Cactoideae

Echinocereus coccineus

The Cactoideae are the largest subfamily of the cactus family ( Cactaceae ). They combine tiny, only an inch wide and columnar up to 20 meters tall cactus.

Description

The Cactoideae are perennial, succulent plants that grow singly or in large groups and usually or sometimes form Shrubs Trees. Many species of woody aged somewhat. Most species grow terrestrial, but there are also some epiphytes. The roots are fibrous and then sometimes spread wide and flat below the earth's surface, tap roots or sometimes succulent beets, which may be more voluminous than the above-ground shoots. The shoots are ribbed, sometimes to Platykladien flattened, or the ribs are partly or completely dissolved in a spiral extending warts. They are green and have taken on the task of photosynthesis. The leaves are almost always completely reduced or converted to standing on areoles thorns. The few exceptions ( Corryocactus brevistylus, Matucana aureiflora, rhipsalis lumbricoides ), the leaves are tiny, scale-like and quickly obsolete. The thorns are, however multiform (round or flattened, straight or hook-shaped ), often is to distinguish between a areola border and differently shaped central spines. Glochids are not available.

The sessile flowers usually appear singly, sometimes in small groups from the areoles, axillae or lying between these furrows. They are almost always hermaphroditic and mostly radial symmetry, sometimes zygomorphic. Depending on the adjustment to the pollinators they open during the day or at night. The flower tubes are 0.2 to 15 (rarely to 30) cm long. The five to 50 bracts have a different shape; they change from outside to inside of bract similar to kronblattähnlichen forms. The flowers contain many ( 50 to over 1500) stamens. Three to many ( up to 100 ) carpels are fused to an inferior ovary. Each flower contains only a stylus with a number of scars according to the number of carpels. Pollination is rare due to the wind ( Anemogamie ), usually by animals ( Zoogamie ), while the pollinator (depending on the taxon ) is very large: insects ( Entomogamie ), birds ( Ornithophilie ) or bats ( Chiropterophilie ).

The berries are either strikingly colored at maturity and then usually fleshy or inconspicuously and then dehydration. They contain one to about 3000 seeds, which have 0.3 to 5 mm in diameter, are yellowish, reddish, brown or black and do not have a hard seed coat.

The main differences to differentiate to the other subfamilies are

  • Missing glochids,
  • Lack of seed coat,
  • Missing, or at least extremely reduced leaves.

System

The subfamily Cactoideae is divided into nine tribes, and contains about 100 genera and 1500 species:

Synonyms are Blossfeldioideae Crozier, 2004 and Rhipsalidoideae Burnett, 1835.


Write every record out again exactly, and keep images out of it.

※

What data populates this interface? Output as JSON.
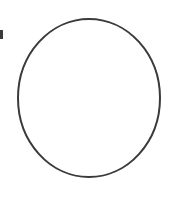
{
  "canvas": {
    "width": 173,
    "height": 201,
    "background_color": "#ffffff"
  },
  "figure": {
    "label": "circle-outline",
    "shape_type": "ellipse",
    "stroke_color": "#3a3a3a",
    "stroke_width": 2,
    "fill_color": "none",
    "center_x": 89,
    "center_y": 98,
    "radius_x": 71,
    "radius_y": 79,
    "bounds": {
      "left": 18,
      "top": 19,
      "right": 160,
      "bottom": 177
    }
  },
  "artifacts": {
    "left_edge_mark": {
      "label": "left-edge-fragment",
      "color": "#3a3a3a",
      "x": 0,
      "y": 30,
      "width": 3,
      "height": 9
    }
  }
}
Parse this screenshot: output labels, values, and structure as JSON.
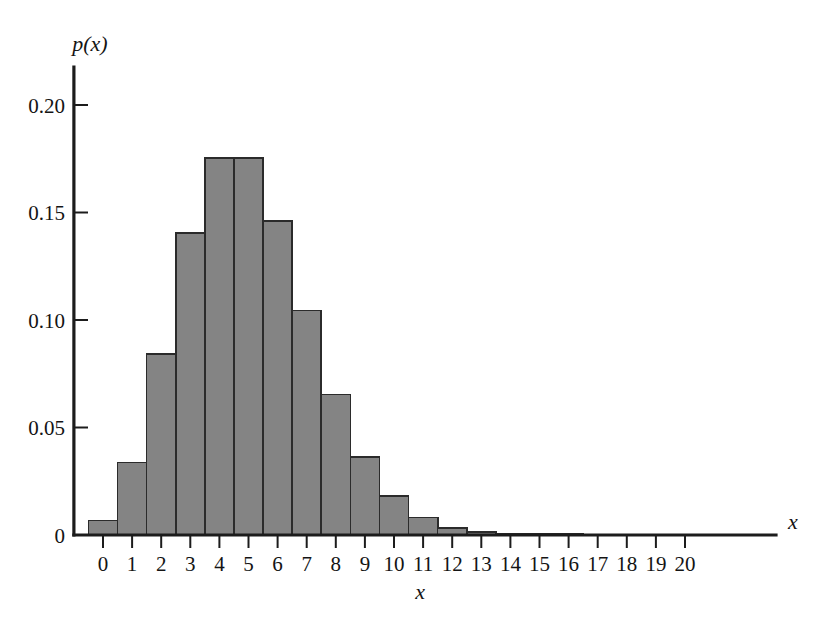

※

Solution to the problem:
What data populates this interface? Output as JSON.
{
  "canvas": {
    "width": 173,
    "height": 201,
    "background_color": "#ffffff"
  },
  "figure": {
    "label": "circle-outline",
    "shape_type": "ellipse",
    "stroke_color": "#3a3a3a",
    "stroke_width": 2,
    "fill_color": "none",
    "center_x": 89,
    "center_y": 98,
    "radius_x": 71,
    "radius_y": 79,
    "bounds": {
      "left": 18,
      "top": 19,
      "right": 160,
      "bottom": 177
    }
  },
  "artifacts": {
    "left_edge_mark": {
      "label": "left-edge-fragment",
      "color": "#3a3a3a",
      "x": 0,
      "y": 30,
      "width": 3,
      "height": 9
    }
  }
}
Parse this screenshot: output labels, values, and structure as JSON.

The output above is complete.